Early finds and compilations in the 19th century
Modern research on the Raetians and Raetic based on both the classical sources and archaeological data begins with the work of Conte Benedetto Giovanelli, mayor of Trento, who published his book Trento. Città de’ rezj e colonia romana in 1825. Giovanelli referred to the information given by the classical historiographers and, following Pompeius Trogus and Livy, assumed kinship of Raetians and Etruscans (p. 53, n. 43) – though he argued a differing view considering the connection between the two peoples, holding that it was the Etruscans who migrated to Central Italy from the north (Giovanelli 1844; see also Niebuhr 1811–32 I [sub "Die Tusker oder Etrusker"] and Mommsen 1854–85 I [ch. 9].) Giovanelli associated the historical Raetians with two inscriptions found in places which lie in the area indicated by the ancients: the inscription(s) on the Situla di Cembra, also "Situla Giovanelli", bought by him in 1825 and published in 1834, and WE-1, also on a situla, found in 1845 during excavations prompted by Giovanelli himself, and published by him in 1845. The Matrei situla handle would remain the most northerly Raetic inscription find for more than a century.

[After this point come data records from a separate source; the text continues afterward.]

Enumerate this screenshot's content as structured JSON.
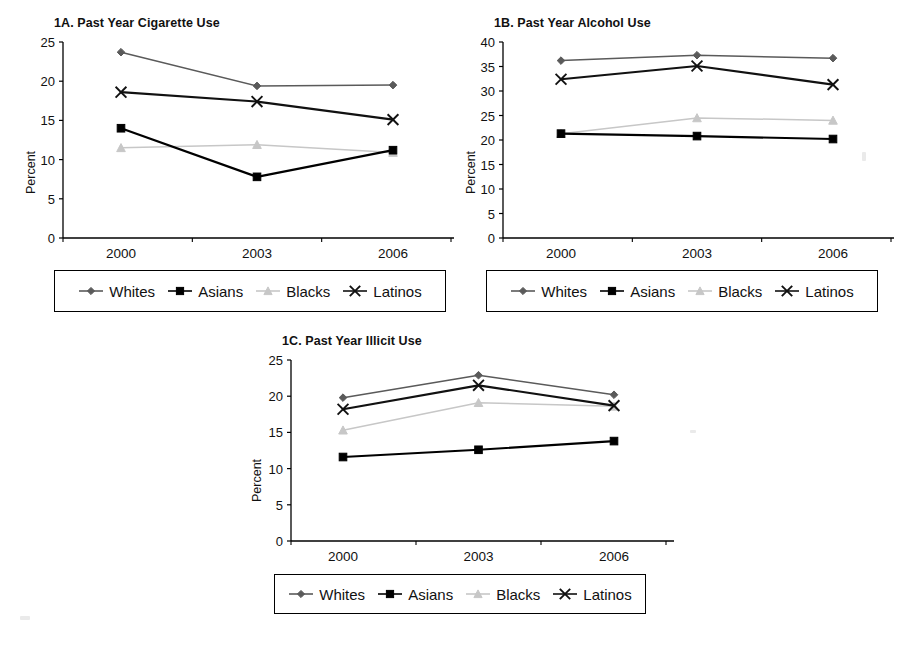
{
  "figure": {
    "background": "#ffffff",
    "axis_color": "#000000"
  },
  "series_style": {
    "whites": {
      "label": "Whites",
      "color": "#5a5a5a",
      "marker": "diamond"
    },
    "asians": {
      "label": "Asians",
      "color": "#000000",
      "marker": "square"
    },
    "blacks": {
      "label": "Blacks",
      "color": "#c7c7c7",
      "marker": "triangle"
    },
    "latinos": {
      "label": "Latinos",
      "color": "#111111",
      "marker": "cross"
    }
  },
  "legend": {
    "entries": [
      {
        "key": "whites",
        "label": "Whites"
      },
      {
        "key": "asians",
        "label": "Asians"
      },
      {
        "key": "blacks",
        "label": "Blacks"
      },
      {
        "key": "latinos",
        "label": "Latinos"
      }
    ]
  },
  "chart_data": [
    {
      "id": "1A",
      "type": "line",
      "title": "1A. Past Year Cigarette Use",
      "xlabel": "",
      "ylabel": "Percent",
      "categories": [
        "2000",
        "2003",
        "2006"
      ],
      "ylim": [
        0,
        25
      ],
      "yticks": [
        0,
        5,
        10,
        15,
        20,
        25
      ],
      "grid": false,
      "legend_position": "bottom",
      "series": [
        {
          "name": "Whites",
          "values": [
            23.7,
            19.4,
            19.5
          ]
        },
        {
          "name": "Asians",
          "values": [
            14.0,
            7.8,
            11.2
          ]
        },
        {
          "name": "Blacks",
          "values": [
            11.5,
            11.9,
            10.9
          ]
        },
        {
          "name": "Latinos",
          "values": [
            18.6,
            17.4,
            15.1
          ]
        }
      ]
    },
    {
      "id": "1B",
      "type": "line",
      "title": "1B. Past Year Alcohol Use",
      "xlabel": "",
      "ylabel": "Percent",
      "categories": [
        "2000",
        "2003",
        "2006"
      ],
      "ylim": [
        0,
        40
      ],
      "yticks": [
        0,
        5,
        10,
        15,
        20,
        25,
        30,
        35,
        40
      ],
      "grid": false,
      "legend_position": "bottom",
      "series": [
        {
          "name": "Whites",
          "values": [
            36.2,
            37.3,
            36.7
          ]
        },
        {
          "name": "Asians",
          "values": [
            21.3,
            20.8,
            20.2
          ]
        },
        {
          "name": "Blacks",
          "values": [
            21.3,
            24.5,
            24.0
          ]
        },
        {
          "name": "Latinos",
          "values": [
            32.4,
            35.1,
            31.3
          ]
        }
      ]
    },
    {
      "id": "1C",
      "type": "line",
      "title": "1C. Past Year Illicit Use",
      "xlabel": "",
      "ylabel": "Percent",
      "categories": [
        "2000",
        "2003",
        "2006"
      ],
      "ylim": [
        0,
        25
      ],
      "yticks": [
        0,
        5,
        10,
        15,
        20,
        25
      ],
      "grid": false,
      "legend_position": "bottom",
      "series": [
        {
          "name": "Whites",
          "values": [
            19.8,
            22.9,
            20.2
          ]
        },
        {
          "name": "Asians",
          "values": [
            11.6,
            12.6,
            13.8
          ]
        },
        {
          "name": "Blacks",
          "values": [
            15.3,
            19.1,
            18.6
          ]
        },
        {
          "name": "Latinos",
          "values": [
            18.2,
            21.5,
            18.7
          ]
        }
      ]
    }
  ]
}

As early as 1853, the ancient historian Theodor Mommsen found occasion to lament "die über alle Begriffe elende Schrift" (p. 199) encountered in the inscriptions of Northern Italy in general. He published a collection of all such inscriptions then known, including those on coins, which contained Giovanelli's finds, as well as the inscriptions on the Negau A and Vače helmets, which had already been put into Raetic context by Giovanelli himself, and the then lost Spada di Verona. Mommsen perceived the alphabets to be closely related to the Etruscan script, and hence coined the term "Nordetruskische Alphabete". Mommsen's work is distinguished by great methodological care and repeated caveats against drawing hasty conclusions from insufficient data. Considering this, it is even more impressive that, in spite of his small database (44 items in all), Mommsen succeded in correctly discriminating between different alphabets, among them a "Swiss alphabet" in the west, an alphabet of Padova/Este, a "Styrian alphabet" on the Negau helmets, an "alphabet of Verona" on the Spada di Verona, and a "Tyrolian alphabet" on Giovanelli's finds. Concerning the latter, he agreed with Giovanelli that the association of the finds with Livy's Raetians suggested itself, but observed that a relationship of alphabets did not prove a relationship of the underlying languages (p. 201, 230). For the identification of languages, Mommsen considered the available data insufficient.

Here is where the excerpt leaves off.